Jay Baruchel turns director for this film (he cowrote it as well, with Jesse Chabot, based on the comic by Jimmy Palmiotti and Justin Gray) and clearly has a handle on what a slasher flick should be. He plays around with colour in an interesting way, he fleetingly touches on themes like our fascination with anti-heros and whether they legitimize violence, but ultimately, it styles itself a horror film and it delivers the goods: dread and gore.

This is a movie based on a comic book about a guy who writes a comic book about a serial killer protagonist who then gets stalked by a serial killer himself. There are so many levels of meta it’s best not to do the math. It wants to say something about the implications of consuming graphic violence while also presenting graphic violence. It has a brain, but most of all it has guts. Guts galore.
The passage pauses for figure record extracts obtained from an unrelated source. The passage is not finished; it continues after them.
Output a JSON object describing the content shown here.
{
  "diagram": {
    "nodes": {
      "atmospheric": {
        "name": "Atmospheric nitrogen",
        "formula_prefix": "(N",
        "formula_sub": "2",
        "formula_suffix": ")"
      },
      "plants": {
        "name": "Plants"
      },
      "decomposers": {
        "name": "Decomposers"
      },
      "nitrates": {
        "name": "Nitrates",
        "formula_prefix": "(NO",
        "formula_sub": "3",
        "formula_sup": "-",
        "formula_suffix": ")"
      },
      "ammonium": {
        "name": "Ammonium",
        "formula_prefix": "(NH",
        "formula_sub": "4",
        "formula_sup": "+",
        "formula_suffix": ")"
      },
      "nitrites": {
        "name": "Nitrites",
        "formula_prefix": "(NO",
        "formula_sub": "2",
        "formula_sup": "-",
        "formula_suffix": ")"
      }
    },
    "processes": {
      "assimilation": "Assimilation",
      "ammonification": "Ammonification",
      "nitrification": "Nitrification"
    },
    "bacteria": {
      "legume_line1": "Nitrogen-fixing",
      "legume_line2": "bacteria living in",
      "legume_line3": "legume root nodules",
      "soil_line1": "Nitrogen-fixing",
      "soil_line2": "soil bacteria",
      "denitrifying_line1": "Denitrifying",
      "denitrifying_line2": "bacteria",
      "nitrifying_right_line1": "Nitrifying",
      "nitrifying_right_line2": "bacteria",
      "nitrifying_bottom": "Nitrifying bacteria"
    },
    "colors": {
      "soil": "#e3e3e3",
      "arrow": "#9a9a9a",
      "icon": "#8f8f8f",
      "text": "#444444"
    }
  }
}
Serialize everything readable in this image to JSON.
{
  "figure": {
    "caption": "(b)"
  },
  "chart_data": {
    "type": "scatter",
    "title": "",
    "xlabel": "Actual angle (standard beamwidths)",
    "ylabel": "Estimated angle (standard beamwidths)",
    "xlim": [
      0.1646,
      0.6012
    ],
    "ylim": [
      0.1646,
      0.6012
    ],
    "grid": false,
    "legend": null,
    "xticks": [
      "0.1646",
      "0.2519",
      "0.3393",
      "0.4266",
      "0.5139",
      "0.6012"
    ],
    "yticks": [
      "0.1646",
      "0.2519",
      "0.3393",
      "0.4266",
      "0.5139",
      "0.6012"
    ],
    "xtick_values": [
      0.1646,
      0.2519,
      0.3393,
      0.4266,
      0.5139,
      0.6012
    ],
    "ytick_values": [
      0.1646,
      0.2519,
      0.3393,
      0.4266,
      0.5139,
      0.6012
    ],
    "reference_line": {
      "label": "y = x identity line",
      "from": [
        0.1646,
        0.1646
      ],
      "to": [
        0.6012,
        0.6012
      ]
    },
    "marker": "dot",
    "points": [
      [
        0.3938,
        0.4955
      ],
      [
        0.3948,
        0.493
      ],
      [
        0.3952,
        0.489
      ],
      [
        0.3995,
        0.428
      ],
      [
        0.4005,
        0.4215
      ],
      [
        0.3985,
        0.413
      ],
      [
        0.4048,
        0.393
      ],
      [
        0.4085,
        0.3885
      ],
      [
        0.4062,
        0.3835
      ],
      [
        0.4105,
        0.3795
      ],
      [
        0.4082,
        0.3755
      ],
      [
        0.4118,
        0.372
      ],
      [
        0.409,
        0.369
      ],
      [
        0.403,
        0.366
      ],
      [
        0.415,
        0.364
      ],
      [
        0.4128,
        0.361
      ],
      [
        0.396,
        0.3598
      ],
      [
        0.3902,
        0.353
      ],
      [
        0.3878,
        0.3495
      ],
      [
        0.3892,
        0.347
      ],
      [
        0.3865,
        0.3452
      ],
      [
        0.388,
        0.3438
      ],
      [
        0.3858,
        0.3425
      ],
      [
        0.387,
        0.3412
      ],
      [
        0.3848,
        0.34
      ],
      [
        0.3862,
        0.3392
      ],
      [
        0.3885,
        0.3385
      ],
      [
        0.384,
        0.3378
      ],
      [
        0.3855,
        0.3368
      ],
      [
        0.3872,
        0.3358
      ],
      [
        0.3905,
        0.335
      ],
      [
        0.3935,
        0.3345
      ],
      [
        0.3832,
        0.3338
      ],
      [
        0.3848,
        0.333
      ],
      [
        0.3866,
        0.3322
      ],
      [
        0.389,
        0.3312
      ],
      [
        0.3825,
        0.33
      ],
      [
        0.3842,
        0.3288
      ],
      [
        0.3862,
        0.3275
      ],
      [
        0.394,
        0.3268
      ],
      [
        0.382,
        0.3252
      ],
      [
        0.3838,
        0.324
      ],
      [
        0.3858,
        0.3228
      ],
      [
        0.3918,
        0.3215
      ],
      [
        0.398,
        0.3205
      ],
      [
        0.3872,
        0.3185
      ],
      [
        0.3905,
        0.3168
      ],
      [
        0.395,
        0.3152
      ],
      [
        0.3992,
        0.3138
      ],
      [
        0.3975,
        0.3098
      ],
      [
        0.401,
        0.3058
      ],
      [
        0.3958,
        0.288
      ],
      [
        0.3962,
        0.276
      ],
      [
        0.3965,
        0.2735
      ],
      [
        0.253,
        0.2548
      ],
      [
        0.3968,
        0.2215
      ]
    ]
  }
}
The violence may or may not be random, but it is brutal and it is varied. Enjoy.

Furious 7

I loved Furious 7 from start to finish. I wasn’t sure at all how it would turn out, or how I would feel about it given Paul Walker’s death, especially since he died in a car crash. But it turned out to be a very sweet tribute to him that felt genuine rather than exploitative.

So we should get this out of the way early: this movie has no real plot. If you described the plot to me next week I would probably struggle to tell you which number was attached to the title (I’m honestly not sure whether I have seen #5, #6, or both). But if you like action or cars or explosions or all of the above, the lack of plot won’t matter one bit. Really, a plot or character development would just slow the movie down, so it works out for the best!
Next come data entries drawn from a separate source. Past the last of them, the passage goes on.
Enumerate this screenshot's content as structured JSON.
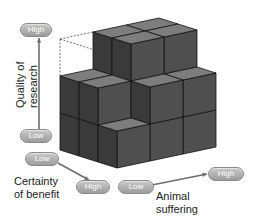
{
  "diagram": {
    "title": "",
    "type": "3d-cube-model",
    "axes": {
      "quality": {
        "title": "Quality of research",
        "title_lines": [
          "Quality of",
          "research"
        ],
        "low": "Low",
        "high": "High"
      },
      "certainty": {
        "title": "Certainty of benefit",
        "title_lines": [
          "Certainty",
          "of benefit"
        ],
        "low": "Low",
        "high": "High"
      },
      "suffering": {
        "title": "Animal suffering",
        "title_lines": [
          "Animal",
          "suffering"
        ],
        "low": "Low",
        "high": "High"
      }
    },
    "grid": "3x3x3",
    "colors": {
      "cube_top": "#7d7d7d",
      "cube_front": "#3a3a3a",
      "cube_side": "#4f4f4f",
      "pill": "#a8a8a8",
      "arrow": "#6e6e6e",
      "edge": "#111111"
    }
  }
}
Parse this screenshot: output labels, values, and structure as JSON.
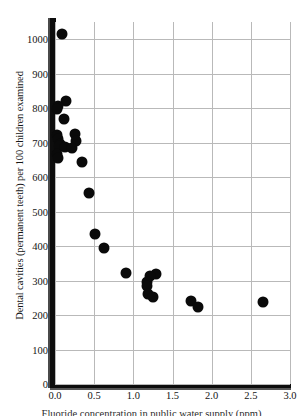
{
  "chart_data": {
    "type": "scatter",
    "title": "",
    "xlabel": "Fluoride concentration in public water supply (ppm)",
    "ylabel": "Dental cavities (permanent teeth) per 100 children examined",
    "xlim": [
      0.0,
      3.0
    ],
    "ylim": [
      0,
      1050
    ],
    "xticks": [
      "0.0",
      "0.5",
      "1.0",
      "1.5",
      "2.0",
      "2.5",
      "3.0"
    ],
    "xtick_values": [
      0.0,
      0.5,
      1.0,
      1.5,
      2.0,
      2.5,
      3.0
    ],
    "yticks": [
      "0",
      "100",
      "200",
      "300",
      "400",
      "500",
      "600",
      "700",
      "800",
      "900",
      "1000"
    ],
    "ytick_values": [
      0,
      100,
      200,
      300,
      400,
      500,
      600,
      700,
      800,
      900,
      1000
    ],
    "grid": true,
    "grid_color": "#b9b9b9",
    "marker_color": "#0a0a0a",
    "marker_shape": "circle",
    "marker_size_px": 11,
    "legend": null,
    "points": [
      {
        "x": 0.09,
        "y": 1015
      },
      {
        "x": 0.14,
        "y": 822
      },
      {
        "x": 0.04,
        "y": 805
      },
      {
        "x": 0.02,
        "y": 797
      },
      {
        "x": 0.12,
        "y": 768
      },
      {
        "x": 0.25,
        "y": 725
      },
      {
        "x": 0.02,
        "y": 722
      },
      {
        "x": 0.04,
        "y": 712
      },
      {
        "x": 0.27,
        "y": 705
      },
      {
        "x": 0.07,
        "y": 697
      },
      {
        "x": 0.05,
        "y": 690
      },
      {
        "x": 0.13,
        "y": 688
      },
      {
        "x": 0.22,
        "y": 685
      },
      {
        "x": 0.03,
        "y": 668
      },
      {
        "x": 0.04,
        "y": 655
      },
      {
        "x": 0.34,
        "y": 645
      },
      {
        "x": 0.44,
        "y": 555
      },
      {
        "x": 0.51,
        "y": 436
      },
      {
        "x": 0.63,
        "y": 394
      },
      {
        "x": 0.91,
        "y": 323
      },
      {
        "x": 1.29,
        "y": 318
      },
      {
        "x": 1.21,
        "y": 312
      },
      {
        "x": 1.17,
        "y": 297
      },
      {
        "x": 1.18,
        "y": 283
      },
      {
        "x": 1.19,
        "y": 262
      },
      {
        "x": 1.25,
        "y": 251
      },
      {
        "x": 1.74,
        "y": 241
      },
      {
        "x": 2.65,
        "y": 238
      },
      {
        "x": 1.83,
        "y": 224
      }
    ]
  }
}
I am being slightly faceteous. There is a thread that ties the movie together from start to finish, and it is the theme of family that the trailers have been good enough to hammer into my head. It really works though as it sets up the ending perfectly. For that reason I would be interested to see what the movie was originally intended to be, because I was truly surprised how seamless the movie is.  I was expecting something disjointed as a result of them trying to write out the Brian O’Conner character at the last minute and instead I got a cohesive, thoroughly enjoyable movie with a great ending. I cannot say enough how satisfying it is to get an ending that is true to the characters in the face of the real-world death of one of the stars. It was perfect.
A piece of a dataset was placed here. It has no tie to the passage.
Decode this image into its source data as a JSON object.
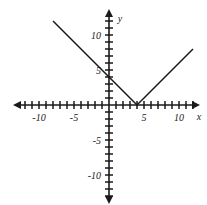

There will inevitably be more of these (#8 at least must be a sure thing) and I kind of wish they would stop. I am sure I will enjoy the next one but these movies were best when they had both Vin Diesel and Paul Walker. Those two were the heart of the franchise and since we will never see that again, I suspect the instalments to come will feel a little bit empty.  But I can’t blame anyone for keeping the franchise going, and looking back it is a complete mystery how it has survived for seven movies (#2 and #3 were the weak links,  and the series probably should have died there). Not coincidentally, those weak ones are the only two that Paul and Vin do not both appear in. So that does not bode well, but if this indeed the end of the franchise as we know it, it is a glorious finish.

Ten “quarter miles at a time” out of ten.